That's how David describes his experience of roughing it on a remote tropical beach.
"The mosquitoes were just eating us alive," he says. "I couldn't stand the amount of flies and the crazy extreme heat."
He also had just one set of clothes to wear.
"You just feel nasty, you feel dirty," the 30-year-old says.
He wasn't describing a boot camp. Instead, he was talking about his time on new BBC dating reality show, Stranded on Honeymoon Island.
Hosted by Davina McCall, it's like a cross between Love Island, Married at First Sight and Survivor.
Couples meet for just five minutes on a speed date before being matched up by experts, having a fake wedding and embarking on a honeymoon. Stranded on an island, and living in beach huts, they must learn to cope.

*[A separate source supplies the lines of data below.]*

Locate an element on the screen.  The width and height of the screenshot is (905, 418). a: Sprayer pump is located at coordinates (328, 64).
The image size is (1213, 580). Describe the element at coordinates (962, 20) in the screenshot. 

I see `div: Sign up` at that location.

For some contestants, it was a lack of makeup or beauty products that broke them.
"I love my fake tan, I love my lashes," says Helen, 35. "Nothing could have prepared me for stripping it all back."

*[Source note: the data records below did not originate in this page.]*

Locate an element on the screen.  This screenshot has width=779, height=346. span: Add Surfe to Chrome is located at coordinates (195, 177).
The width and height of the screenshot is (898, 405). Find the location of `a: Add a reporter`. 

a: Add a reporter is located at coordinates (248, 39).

And then there were the loos.
"I was weeing on the beach," says a third contestant, 29-year-old Hannah. "I'm a festival girl, and I've seen festival toilets in better condition than what the island toilet was."
Hardly, then, the ideal circumstances in which to find love.
But that's the whole point of the show.
The idea is to discover whether love can thrive in isolation. So can it work?